Saturday, October 4, 2008

ORA-00997: Illegal use of datatype

One day you've decided to do a simple backup for your table:

create tab1_bkp as select * from tab1;

And ops - you are getting this:

ORA-00997: Illegal use of datatype.

The reason for it is that one or more columns in your table have LONG data type which could only be used for select.

The same error you will get when you try to move your table to a different tablespace.

There are a couple of ways to get around that. One is to do the export and import. This will work if you need to bring the data from this table into a different database (because you would not be able to use a database link or a COPY command due to the same reason).

The other one is to create your backup table by converting this LONG column to CLOB:

create table tab1_bkp as select a, b, c,...,to_lob(k), l,m from tab1;

Thursday, October 2, 2008

RMAN restore from un-cataloged backup

What if you need to create a duplicate database from RMAN backup on tape but because of your redundancy policy your backup is gone from RMAN catalog?
The steps below will guide you on how to do it. Same steps are applicable to a plain restore, with running restore controlfile from autobackup & restore database commands rather than a duplicate script.

Just use catalog command.
Let's assume you are doing backupsets (the approach will be the same if your are not).
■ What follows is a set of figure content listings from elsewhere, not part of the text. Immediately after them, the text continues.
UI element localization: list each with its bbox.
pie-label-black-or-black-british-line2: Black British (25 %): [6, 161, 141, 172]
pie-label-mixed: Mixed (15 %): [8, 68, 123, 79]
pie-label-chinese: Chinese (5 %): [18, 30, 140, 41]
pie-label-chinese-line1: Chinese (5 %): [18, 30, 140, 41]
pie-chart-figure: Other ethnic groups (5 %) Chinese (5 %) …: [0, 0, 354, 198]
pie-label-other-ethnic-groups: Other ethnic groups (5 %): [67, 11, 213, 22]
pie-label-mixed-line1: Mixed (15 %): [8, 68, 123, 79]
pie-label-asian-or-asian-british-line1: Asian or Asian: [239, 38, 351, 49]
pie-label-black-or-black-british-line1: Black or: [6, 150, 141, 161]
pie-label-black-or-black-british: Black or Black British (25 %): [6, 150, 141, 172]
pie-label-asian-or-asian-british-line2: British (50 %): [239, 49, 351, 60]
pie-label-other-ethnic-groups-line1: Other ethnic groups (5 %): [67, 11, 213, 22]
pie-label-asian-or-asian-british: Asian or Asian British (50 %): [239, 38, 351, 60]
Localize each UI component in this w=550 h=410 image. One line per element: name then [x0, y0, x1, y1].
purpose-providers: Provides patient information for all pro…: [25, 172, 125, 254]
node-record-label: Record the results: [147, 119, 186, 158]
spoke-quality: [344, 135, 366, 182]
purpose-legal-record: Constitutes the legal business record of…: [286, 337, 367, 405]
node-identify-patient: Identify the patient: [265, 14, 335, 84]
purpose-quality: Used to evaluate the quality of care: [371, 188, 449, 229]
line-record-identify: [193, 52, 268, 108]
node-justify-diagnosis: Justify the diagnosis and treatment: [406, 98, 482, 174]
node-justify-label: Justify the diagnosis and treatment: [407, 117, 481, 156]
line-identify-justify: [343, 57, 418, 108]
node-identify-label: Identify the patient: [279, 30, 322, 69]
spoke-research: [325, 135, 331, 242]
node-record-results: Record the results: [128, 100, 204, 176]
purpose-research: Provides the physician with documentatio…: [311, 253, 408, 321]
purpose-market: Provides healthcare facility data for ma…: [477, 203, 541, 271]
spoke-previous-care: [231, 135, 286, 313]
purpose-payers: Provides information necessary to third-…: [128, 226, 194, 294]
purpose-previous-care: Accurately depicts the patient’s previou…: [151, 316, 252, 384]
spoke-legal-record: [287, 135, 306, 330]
Copy (or ask yor sysadmin to copy) all the contents of your backup directory from tape into some location on the server, say /db/backup/DB1/. Also, copy init.ora file into $ORACLE_HOME/dbs/ and entire archive log directory into /db/archives/DB1. You will need to specify fully qualified backup piece name in the catalog command.

1.Do export ORACLE_SID=DB1
2. Connect to recovery catalog and use catalog command on every backup piece & if you want (but not necessary) on every archive log.
3. Run you duplicate script (see example in my blog).
In the script you will need to use "set until". You could do something like that:
set until time "to_date('10-01-2008' 09:05:00','mm-dd-yyyy hh24:mi:ss')";
4. If the script is missing some archive logs, you still can go into sqlplus and do:
recover database until cancel using backup controlfile;
and use cancel with no ";".
5. Alter database open resetlogs
6. Voila!

One of the reasons your script would fail is that: if you do controlfile autobackup by default it goes into $ORACLE_HOME/dbs (unless you specified differently). Catalog this piece as well. On my system it is name something like "c-167655678-85745849843-00. RMAN will tell you if the one you are trying to catalog is the wrong one.

Unique Constraint Violation

Sometimes you have to run an insert-select statement which produces ORA-00001 "Unique Constraint Violation". Of course, that's because of an attemp to insert a duplicate key.
What to do if your select statement produces 300 rows out of which only 100 are duplicate keys and the rest you still need to insert?

One way to do that is to create a staging table & use MERGE statement to do the job. Lets say you have a table tab1 with a unique index on col1 and col2.

1. Create table tab1_bkp as select * from tab1;
2. Truncate table tab1;
3. Use your insert-select statement on tab1_bkp.
4. Merge into tab1 a using tab1_bkp b
on (a.col1=b.col1 and
a.col2=b.col2)
when not matched then
insert (col1,col2,....coln)
values (b.col1, b.col2,...b.coln);.
5. Drop tab1_bkp;

You are done

Friday, September 12, 2008

Introduction

Hi. My name is Greg Pisarevsky. I worked in different areas of IT for 19 years, last 8 of them as Oracle DBA. I would like to share and exchange some tips and techniques on Oracle Database Administration here. I will add some more profile-related details a little later. In the meantime, feel free to post any related comments, questions and so on. Cheers!

My hobbies include: European history, meditation, extensive stretching, reading, playing with my cat.